68 molecules key to understanding critical disease

Why is the origin of many serious diseases still a mystery? To answer that question, a University of California scientist, San Diego School of Medicine, came up with a unified view of an indivisible, cell living unit, to come up with a specific answer.

Referring to findings from various fields, Jamey Marth, a doctoral professor in cell and molecular medicine at UC San Diego, and a Howard Hughes Medical Institute researcher, has found that Only 68 molecular structures are used to build 4 basic cellular components: nucleic acid (AND and RNA), protein, polysaccharide and lipid. His research, which illustrates the original composition of all cells, was published in the September issue of Nature Cell Biology.

Like the periodic table of chemical elements, first published in 1869 by Russian chemist Dmitri Men, Marth's image comparison provides a new basis for biologists.

The new illustration defines the basic molecular structures of life: currently consists of 32 polysaccharides (the sugar found in cells) and 8 types of lipids (forming cell membranes) along with 20 amino acid types used to make proteins with 8 nucleosides that form nucleic acids, DNA and RNA.

Picture 1 of 68 molecules key to understanding critical disease

Illustration of 'molecular building block'.(Photo: University of California - San Diego).

Marth said: '68 this molecular structure provides the basis for molecular placement to form the entire life of a cell. Two of the four cellular components are made up of those structures from the process that genes cannot encode.

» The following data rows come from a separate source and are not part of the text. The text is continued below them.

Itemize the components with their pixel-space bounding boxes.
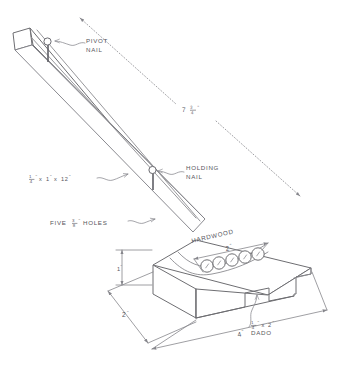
arm-stock-inch-mark-2: "	[50, 174, 52, 179]
block-height-ext-top	[108, 272, 153, 291]
arm-span-whole: 7	[182, 106, 186, 113]
holes-note-leader	[128, 219, 155, 223]
holding-nail-leader	[158, 171, 184, 174]
holding-nail-label-line1: HOLDING	[186, 164, 219, 171]
holding-nail-head	[149, 166, 156, 173]
dado-frac-num: 1	[251, 320, 254, 325]
dado-width: 2	[268, 322, 272, 328]
arm-stock-length: 12	[61, 176, 69, 182]
arm-span-frac-num: 3	[190, 105, 193, 110]
block-width-inch: "	[241, 329, 244, 334]
arm-span-line-upper	[80, 18, 176, 104]
block-height-value: 2	[122, 311, 126, 318]
dado-label: DADO	[251, 329, 272, 336]
arm-stock-times-2: x	[54, 176, 58, 182]
technical-drawing: PIVOT NAIL HOLDING NAIL 7 3 4 " 1 4 " x …	[0, 0, 358, 392]
hardwood-label: HARDWOOD	[191, 227, 235, 244]
hole-row-dim-inch: "	[229, 243, 232, 248]
arm-stock-thick-den: 4	[30, 179, 33, 184]
pivot-nail-label-line1: PIVOT	[86, 37, 108, 44]
arm-side-face	[15, 45, 205, 232]
block-height-dim-line	[108, 291, 148, 343]
arm-top-face	[30, 28, 205, 219]
arm-stock-leader	[97, 174, 128, 180]
arm-stock-inch-mark-1: "	[35, 174, 37, 179]
holding-nail-label-line2: NAIL	[186, 173, 203, 180]
arm-span-inch-mark: "	[197, 105, 199, 110]
pivot-nail-head	[44, 38, 51, 45]
hardwood-label-text: HARDWOOD	[191, 227, 235, 244]
dado-note-text: 1 4 " x 2 " DADO	[251, 320, 275, 336]
holes-note-suffix: HOLES	[83, 219, 107, 226]
block-height-inch: "	[127, 310, 129, 315]
arm-stock-thick-num: 1	[29, 174, 32, 179]
drawing-canvas: PIVOT NAIL HOLDING NAIL 7 3 4 " 1 4 " x …	[0, 0, 358, 392]
arm-stock-times-1: x	[39, 176, 43, 182]
block-width-dim-text: 4 "	[237, 329, 246, 338]
dado-width-inch: "	[272, 320, 274, 325]
dado-inch-mark: "	[257, 320, 259, 325]
arm-stock-text: 1 4 " x 1 " x 12 "	[29, 174, 71, 184]
arm-far-edge	[37, 30, 200, 221]
arm-stock-inch-mark-3: "	[69, 174, 71, 179]
pivot-nail-leader	[55, 41, 85, 45]
holes-note-frac-den: 8	[73, 223, 76, 228]
holes-note-frac-num: 3	[72, 218, 75, 223]
arm-span-frac-den: 4	[191, 110, 194, 115]
pivot-nail-label-line2: NAIL	[86, 46, 103, 53]
side-height-inch: "	[120, 264, 122, 269]
block-width-ext-left	[152, 320, 196, 349]
arm-span-line-lower	[216, 121, 300, 196]
pivot-arm-assembly	[13, 28, 205, 232]
dado-times: x	[262, 322, 266, 328]
block-width-ext-right	[312, 272, 327, 310]
arm-top-crease	[31, 37, 196, 218]
hardwood-block	[153, 240, 311, 318]
holes-note-inch-mark: "	[78, 218, 80, 223]
holes-note-prefix: FIVE	[50, 219, 67, 226]
holes-note-text: FIVE 3 8 " HOLES	[50, 218, 107, 228]
arm-span-text: 7 3 4 "	[182, 105, 200, 116]
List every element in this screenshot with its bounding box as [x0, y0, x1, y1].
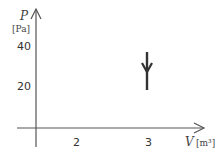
pv-diagram: P [Pa] 40 20 2 3 V [m³]	[0, 0, 222, 157]
y-tick-label-20: 20	[17, 80, 31, 93]
x-tick-label-2: 2	[73, 136, 80, 149]
x-tick-label-3: 3	[145, 136, 152, 149]
y-axis-unit-label: [Pa]	[12, 24, 30, 34]
x-axis-unit-label: [m³]	[196, 138, 215, 148]
y-tick-label-40: 40	[17, 40, 31, 53]
y-axis-variable-label: P	[19, 9, 29, 23]
x-axis-variable-label: V	[185, 135, 195, 149]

The two cell components - polysaccharides and lipids - may hold the key to discovering the origins of many dangerous diseases yet to be understood. '

Currently, most medical research focuses on the genome or protein system to find the answer, but those answers are not convincing, perhaps, for certain reasons.

Marth said: 'We have found cases in which pathogenesis of chronic and common diseases is attributed to the change in glycome (collection of polysaccharides), while there are no changes in the genome. or protein system ' . He also acknowledges that, as biomedical researchers ' we need to start cultivating the general knowledge of many disciplines in a formal and serious way so that we can comprehend and make effective most biological mechanisms of health and disease '.

'It is important that no one has ever proposed and done this explicitly,' said Ajit Varki, a professor of molecular and cellular medicine, founder and director of the Center for Research and Leadership. create Glycobiology (polymeric biology) at San Diego medical school, and at the same time editor of the main textbook in this field, The Essentials of Glycobiology. 'Glycobiology is a new piece of research that scientists at UC San Diego have a high level of expertise. Dr. Marth's study illustrated the importance of polysaccharide molecules'.

Marth believes that biology should be more consistent in both pedagogical and research environments. 'I am among those who believe that we do not need to sacrifice so much knowledge to gain depth in understanding'.